Those shoppers are already embracing mobile payments. Starbucks introduced its own pay-by-phone app last year and is now doing 1 million transactions a week through it, according to CEO Howard Schultz.
"I can't think of anything we've introduced in the last 40 years that had this kind of adoption," Schultz said.
It was Schultz who reached out to Dorsey. He had been contacted by a variety of companies focused on mobile payments over the last six months, but turned his attention to Square after Adam Brotman, Starbucks chief digital officer, took the technology for a test drive.
"Once Jack and I sat down, it was very obvious," Schultz said.
Square's fee structure -- a flat 2.75% fee per credit card swipe -- is a better fit for small businesses than large ones, which have the heft to negotiate better terms with their payment processors. Starbucks appears to have scored a break from Square to lure it aboard: Schultz said the company will save money through the arrangement.

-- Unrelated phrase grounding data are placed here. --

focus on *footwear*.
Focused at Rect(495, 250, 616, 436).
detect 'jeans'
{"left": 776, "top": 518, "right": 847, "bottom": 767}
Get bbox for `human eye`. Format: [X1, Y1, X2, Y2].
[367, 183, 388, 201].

A Starbucks representative wouldn't elaborate on the financial terms, saying only that "it will be a reduced cost over what our current provider is charging us."
Will this open the door to bringing other big brands aboard?

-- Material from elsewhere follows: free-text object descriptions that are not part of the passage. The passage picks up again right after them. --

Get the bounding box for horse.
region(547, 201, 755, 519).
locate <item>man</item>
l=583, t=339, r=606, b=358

"We're open to large retail, medium retailers -- we want this to be a general transaction experience that benefits everyone," Dorsey said. "Starbucks started as one coffee shop in Seattle, and the way its grown has been fantastic. We want that same sort of trajectory for all of our merchants."
There's a land grab happening right now in the mobile payments space. eBay's (EBAY) Paypal is fighting to extend its Web payments empire, while new entrants like Google (GOOG), which recently updated its Google Wallet app, are trying to carve out territory. Visa, (V) Mastercard (MA)and the traditional giants -- which make money off every swipe -- are experimenting widely.
Dorsey hopes to eclipse them all by pursuing the most radical vision. That little plastic device that put Square on the map? He can't wait till it disappears.
That's Dorsey's ideal payment process: Just your name, your coffee order, and a system that invisibly takes care of the details.
"We are building technologies that fade away, that go into the background so people can focus on what is most meaningful to them," he said.